ANCHOR TO THE WIND: How to Be a Good Person

A couple of weeks ago, I privately shared an insight I’d had with a friend. They were impacted by it and suggested I share it more widely. 

I said that I would.

But I didn’t. 

At least not yet. 

I’m telling you this to prepare me to share it with you, now and here. 

But first, why didn’t I share it more widely?

Because it’s edgy for me. The reason why will become clear shortly. 

It’s one of those insights that opens a whole new level of freedom.

Like that time during the pandemic when I read this quote by Bayo Akomolafe; 

“The fugitive cannot afford to speak truth to power. Marronage, the act of removing oneself from the control of the slave plantation, wasn’t preceded by honesty or truth-telling, but creative deception and a refusal of the epistemological imperatives of the master.”

At a time when I was facing a choice of either vaccinating or losing my freedom to move, this single insight provided me with a whole new set of options.

At the bottom of my hesitancy to share is the simple fact that the freedom we want is frightening. To live beyond the pale – as in beyond the rule of the crown – is to live in the wild. 

And the wild is filled with dangers.

To be free is to go first and alone. To be first and alone in the wild, uncharted, unruled land is even more dangerous. 

Alright, enough with the preparation and justification. I’m ready to tell you now.

My realization was that, ultimately, at the base of most of the fears, worries, and concerns that keep us from standing up, standing out, leading, speaking, and creating at our highest level is the thought that we might be a bad person

The fear that we are not ‘good’, by the standards of our society, our parents, or even our God, haunts us with a soft hum, like an old metal fan slowly turning in a hot and dry room. It’s not helping, but nonetheless, we are so accustomed to it being there, that we feel we need it.

This worry and concern about not being ‘good’ and its determiner being out beyond us presents us with an insurmountable task. Not only can we never measure up to this invisible and moving target, but even more so, we have no say in the matter of measuring overall.

Really, it’s not our being good enough that limits us. It’s that the determiner of that goodness is beyond us rather than within us.

What if we could decide for ourselves what is good and what is not?

What if we could snatch the sceptre from the hand of the almighty and judge for ourselves our own goodness, rightness, and worthiness?

This would be an awesome power, indeed.

For in one fell swoop we would go from questioning our goodness to deciding and knowing it with the certainty of a sovereign King or Queen.

Where though, would we anchor our faith in our capacity to decide?  How would we know that our judging ourselves is not a willy-nilly choice at the mercy of our appetites and selfish desires?

Such power is frowned upon for the assumption that if we were to choose our own rightness, we would become disentangled, and eat each other alive. 

There is a deep story that our shared fallibility keeps us safe. We lean on each other to make up for our faults.

But this is only one angle in the case of interconnectedness. 

Another angle would be that each of us, in our perfection, adds together to make something greater than us.

If we are to untether ourselves from the opinions of our family, society, or God – if we are to cast the line wrapped around the cleat at the center of our soul, then we must know how we will live without an anchor. 

How will we live, as Mark Twain encourages, ‘beyond safe harbor’?

My insight was this; 

I can anchor my goodness with my sails to the winds of love.

Love is not a fixed point. It is not a bouy whose position will be known tomorrow as it was yesterday, 

Love is in motion. At times it is calm and at times it is wild. 

When we anchor our goodness not to a fixed point opinion on the lands of people or gods, but instead to the ever-changing winds of love, we are holding the sceptre. It is the rudder we till and the lines that lower and cast our sail. 

We have agency and yet, at the same time, we are trusting something deeper and more real in that its nature is ever-changing. 

What comes when we decide that we are good, and we allow ourselves, moment by moment to be guided by love rather than the thoughts or ideals of the common, we come into an ecstatic certainty and power. 

We are struck with a new capacity to weather hurt, failure, messes, and disasters that come our way or even that result from our own doing.

Without the fear of making a mess, our capacity to create launches exponentially to new heights. 

It doesn’t matter anymore if we spill the fucking milk. 

We know that we are good. 

And we know that love will take us wherever we are meant to go

No matter what anyone, above or below, says or does. 

Loving us all, JPM

PS  – When I tell you that my advanced intensive in London will be the deepest conversation of our lives, I mean not only emotionally deep but more importantly philosophically deep. We will cut so far into the layers of how you see yourself and the world, that a new you will come out—the one in there already, who wants to be free. Grab your seat now here, before they are gone.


*Directions*.
Go through the records and restate them word for word, omitting images.
#### Records for the task
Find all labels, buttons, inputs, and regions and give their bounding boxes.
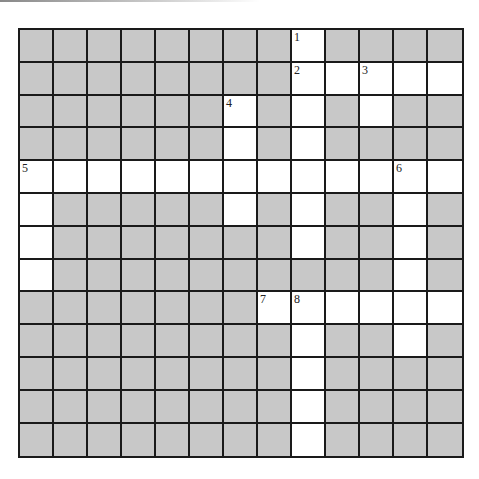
crossword-block bbox=[258, 128, 292, 161]
crossword-block bbox=[190, 227, 224, 260]
crossword-block bbox=[20, 424, 54, 457]
crossword-cell[interactable] bbox=[394, 63, 428, 96]
crossword-cell[interactable]: 4 bbox=[224, 96, 258, 129]
crossword-block bbox=[122, 30, 156, 63]
crossword-cell[interactable] bbox=[224, 194, 258, 227]
crossword-block bbox=[224, 424, 258, 457]
crossword-block bbox=[54, 128, 88, 161]
crossword-block bbox=[54, 325, 88, 358]
crossword-cell[interactable] bbox=[360, 96, 394, 129]
crossword-block bbox=[122, 227, 156, 260]
crossword-cell[interactable] bbox=[292, 161, 326, 194]
crossword-cell[interactable] bbox=[394, 227, 428, 260]
crossword-cell[interactable] bbox=[20, 194, 54, 227]
crossword-cell[interactable]: 1 bbox=[292, 30, 326, 63]
crossword-cell[interactable]: 2 bbox=[292, 63, 326, 96]
crossword-cell[interactable] bbox=[292, 325, 326, 358]
crossword-block bbox=[88, 325, 122, 358]
crossword-block bbox=[326, 96, 360, 129]
crossword-cell[interactable] bbox=[292, 391, 326, 424]
crossword-cell[interactable] bbox=[394, 260, 428, 293]
crossword-cell[interactable] bbox=[292, 96, 326, 129]
crossword-block bbox=[394, 96, 428, 129]
crossword-block bbox=[88, 391, 122, 424]
crossword-block bbox=[156, 292, 190, 325]
crossword-block bbox=[428, 358, 462, 391]
crossword-cell[interactable] bbox=[20, 260, 54, 293]
crossword-cell[interactable]: 3 bbox=[360, 63, 394, 96]
crossword-cell[interactable] bbox=[258, 161, 292, 194]
crossword-block bbox=[122, 128, 156, 161]
crossword-block bbox=[360, 424, 394, 457]
crossword-block bbox=[190, 292, 224, 325]
crossword-cell[interactable] bbox=[292, 227, 326, 260]
crossword-block bbox=[224, 227, 258, 260]
crossword-cell[interactable] bbox=[54, 161, 88, 194]
crossword-block bbox=[224, 63, 258, 96]
crossword-block bbox=[54, 63, 88, 96]
crossword-cell[interactable] bbox=[292, 194, 326, 227]
crossword-cell[interactable] bbox=[20, 227, 54, 260]
crossword-block bbox=[156, 358, 190, 391]
crossword-cell[interactable] bbox=[292, 128, 326, 161]
crossword-block bbox=[428, 391, 462, 424]
crossword-block bbox=[122, 391, 156, 424]
crossword-block bbox=[122, 424, 156, 457]
clue-number: 7 bbox=[260, 292, 266, 306]
crossword-block bbox=[224, 292, 258, 325]
crossword-block bbox=[394, 358, 428, 391]
crossword-block bbox=[428, 96, 462, 129]
crossword-cell[interactable] bbox=[224, 161, 258, 194]
crossword-block bbox=[20, 63, 54, 96]
crossword-block bbox=[20, 128, 54, 161]
crossword-block bbox=[156, 424, 190, 457]
crossword-cell[interactable] bbox=[156, 161, 190, 194]
crossword-block bbox=[190, 128, 224, 161]
crossword-cell[interactable] bbox=[394, 292, 428, 325]
crossword-block bbox=[156, 391, 190, 424]
crossword-cell[interactable] bbox=[88, 161, 122, 194]
crossword-block bbox=[360, 128, 394, 161]
crossword-block bbox=[54, 424, 88, 457]
crossword-cell[interactable] bbox=[292, 424, 326, 457]
crossword-cell[interactable] bbox=[428, 63, 462, 96]
clue-number: 6 bbox=[396, 161, 402, 175]
crossword-cell[interactable]: 8 bbox=[292, 292, 326, 325]
crossword-block bbox=[360, 325, 394, 358]
crossword-cell[interactable]: 7 bbox=[258, 292, 292, 325]
crossword-cell[interactable] bbox=[360, 161, 394, 194]
crossword-cell[interactable] bbox=[394, 325, 428, 358]
crossword-block bbox=[428, 227, 462, 260]
crossword-block bbox=[394, 30, 428, 63]
crossword-block bbox=[122, 260, 156, 293]
crossword-cell[interactable] bbox=[428, 292, 462, 325]
crossword-block bbox=[20, 325, 54, 358]
crossword-block bbox=[224, 260, 258, 293]
crossword-block bbox=[394, 424, 428, 457]
crossword-cell[interactable] bbox=[360, 292, 394, 325]
crossword-block bbox=[122, 358, 156, 391]
crossword-cell[interactable] bbox=[326, 63, 360, 96]
crossword-cell[interactable] bbox=[292, 358, 326, 391]
crossword-block bbox=[190, 63, 224, 96]
crossword-block bbox=[326, 194, 360, 227]
crossword-block bbox=[20, 292, 54, 325]
crossword-block bbox=[258, 424, 292, 457]
crossword-cell[interactable] bbox=[428, 161, 462, 194]
crossword-cell[interactable]: 5 bbox=[20, 161, 54, 194]
crossword-cell[interactable] bbox=[394, 194, 428, 227]
crossword-block bbox=[326, 391, 360, 424]
crossword-block bbox=[54, 260, 88, 293]
crossword-cell[interactable] bbox=[190, 161, 224, 194]
crossword-block bbox=[326, 424, 360, 457]
crossword-block bbox=[428, 424, 462, 457]
crossword-cell[interactable] bbox=[326, 292, 360, 325]
crossword-cell[interactable] bbox=[224, 128, 258, 161]
crossword-block bbox=[156, 30, 190, 63]
crossword-block bbox=[88, 96, 122, 129]
crossword-cell[interactable]: 6 bbox=[394, 161, 428, 194]
crossword-cell[interactable] bbox=[326, 161, 360, 194]
crossword-block bbox=[190, 424, 224, 457]
crossword-block bbox=[258, 96, 292, 129]
crossword-cell[interactable] bbox=[122, 161, 156, 194]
########
*Solution to the exercise*.
Find all labels, buttons, inputs, and regions and give their bounding boxes.
crossword-block bbox=[258, 128, 292, 161]
crossword-block bbox=[190, 227, 224, 260]
crossword-block bbox=[20, 424, 54, 457]
crossword-cell[interactable] bbox=[394, 63, 428, 96]
crossword-cell[interactable]: 4 bbox=[224, 96, 258, 129]
crossword-block bbox=[122, 30, 156, 63]
crossword-cell[interactable] bbox=[224, 194, 258, 227]
crossword-block bbox=[224, 424, 258, 457]
crossword-block bbox=[54, 128, 88, 161]
crossword-block bbox=[54, 325, 88, 358]
crossword-cell[interactable] bbox=[360, 96, 394, 129]
crossword-block bbox=[122, 227, 156, 260]
crossword-cell[interactable] bbox=[292, 161, 326, 194]
crossword-cell[interactable] bbox=[394, 227, 428, 260]
crossword-cell[interactable] bbox=[20, 194, 54, 227]
crossword-cell[interactable]: 1 bbox=[292, 30, 326, 63]
crossword-cell[interactable]: 2 bbox=[292, 63, 326, 96]
crossword-cell[interactable] bbox=[292, 325, 326, 358]
crossword-block bbox=[88, 325, 122, 358]
crossword-block bbox=[326, 96, 360, 129]
crossword-cell[interactable] bbox=[292, 391, 326, 424]
crossword-cell[interactable] bbox=[394, 260, 428, 293]
crossword-cell[interactable] bbox=[292, 96, 326, 129]
crossword-block bbox=[394, 96, 428, 129]
crossword-block bbox=[88, 391, 122, 424]
crossword-block bbox=[156, 292, 190, 325]
crossword-block bbox=[428, 358, 462, 391]
crossword-cell[interactable] bbox=[20, 260, 54, 293]
crossword-cell[interactable]: 3 bbox=[360, 63, 394, 96]
crossword-cell[interactable] bbox=[258, 161, 292, 194]
crossword-block bbox=[122, 128, 156, 161]
crossword-block bbox=[360, 424, 394, 457]
crossword-block bbox=[190, 292, 224, 325]
crossword-cell[interactable] bbox=[292, 227, 326, 260]
crossword-block bbox=[224, 227, 258, 260]
crossword-cell[interactable] bbox=[54, 161, 88, 194]
crossword-block bbox=[224, 63, 258, 96]
crossword-block bbox=[54, 63, 88, 96]
crossword-cell[interactable] bbox=[292, 194, 326, 227]
crossword-cell[interactable] bbox=[20, 227, 54, 260]
crossword-block bbox=[156, 358, 190, 391]
crossword-cell[interactable] bbox=[292, 128, 326, 161]
crossword-block bbox=[428, 391, 462, 424]
crossword-block bbox=[122, 391, 156, 424]
crossword-block bbox=[122, 424, 156, 457]
clue-number: 7 bbox=[260, 292, 266, 306]
crossword-block bbox=[224, 292, 258, 325]
crossword-block bbox=[394, 358, 428, 391]
crossword-block bbox=[428, 96, 462, 129]
crossword-cell[interactable] bbox=[224, 161, 258, 194]
crossword-block bbox=[20, 63, 54, 96]
crossword-block bbox=[20, 128, 54, 161]
crossword-block bbox=[156, 424, 190, 457]
crossword-cell[interactable] bbox=[156, 161, 190, 194]
crossword-block bbox=[190, 128, 224, 161]
crossword-cell[interactable] bbox=[394, 292, 428, 325]
crossword-block bbox=[156, 391, 190, 424]
crossword-cell[interactable] bbox=[88, 161, 122, 194]
crossword-block bbox=[360, 128, 394, 161]
crossword-block bbox=[54, 424, 88, 457]
crossword-cell[interactable] bbox=[292, 424, 326, 457]
crossword-cell[interactable] bbox=[428, 63, 462, 96]
clue-number: 6 bbox=[396, 161, 402, 175]
crossword-cell[interactable]: 8 bbox=[292, 292, 326, 325]
crossword-block bbox=[360, 325, 394, 358]
crossword-cell[interactable]: 7 bbox=[258, 292, 292, 325]
crossword-cell[interactable] bbox=[360, 161, 394, 194]
crossword-cell[interactable] bbox=[394, 325, 428, 358]
crossword-block bbox=[428, 227, 462, 260]
crossword-block bbox=[394, 30, 428, 63]
crossword-block bbox=[122, 260, 156, 293]
crossword-cell[interactable] bbox=[428, 292, 462, 325]
crossword-block bbox=[20, 325, 54, 358]
crossword-block bbox=[224, 260, 258, 293]
crossword-block bbox=[394, 424, 428, 457]
crossword-cell[interactable] bbox=[360, 292, 394, 325]
crossword-block bbox=[122, 358, 156, 391]
crossword-cell[interactable] bbox=[326, 63, 360, 96]
crossword-cell[interactable] bbox=[292, 358, 326, 391]
crossword-block bbox=[190, 63, 224, 96]
crossword-block bbox=[326, 194, 360, 227]
crossword-block bbox=[20, 292, 54, 325]
crossword-block bbox=[258, 424, 292, 457]
crossword-cell[interactable] bbox=[428, 161, 462, 194]
crossword-cell[interactable]: 5 bbox=[20, 161, 54, 194]
crossword-cell[interactable] bbox=[394, 194, 428, 227]
crossword-block bbox=[326, 391, 360, 424]
crossword-block bbox=[54, 260, 88, 293]
crossword-cell[interactable] bbox=[190, 161, 224, 194]
crossword-block bbox=[326, 424, 360, 457]
crossword-block bbox=[428, 424, 462, 457]
crossword-cell[interactable] bbox=[326, 292, 360, 325]
crossword-cell[interactable] bbox=[224, 128, 258, 161]
crossword-block bbox=[156, 30, 190, 63]
crossword-block bbox=[88, 96, 122, 129]
crossword-cell[interactable]: 6 bbox=[394, 161, 428, 194]
crossword-cell[interactable] bbox=[326, 161, 360, 194]
crossword-block bbox=[190, 424, 224, 457]
crossword-block bbox=[258, 96, 292, 129]
crossword-cell[interactable] bbox=[122, 161, 156, 194]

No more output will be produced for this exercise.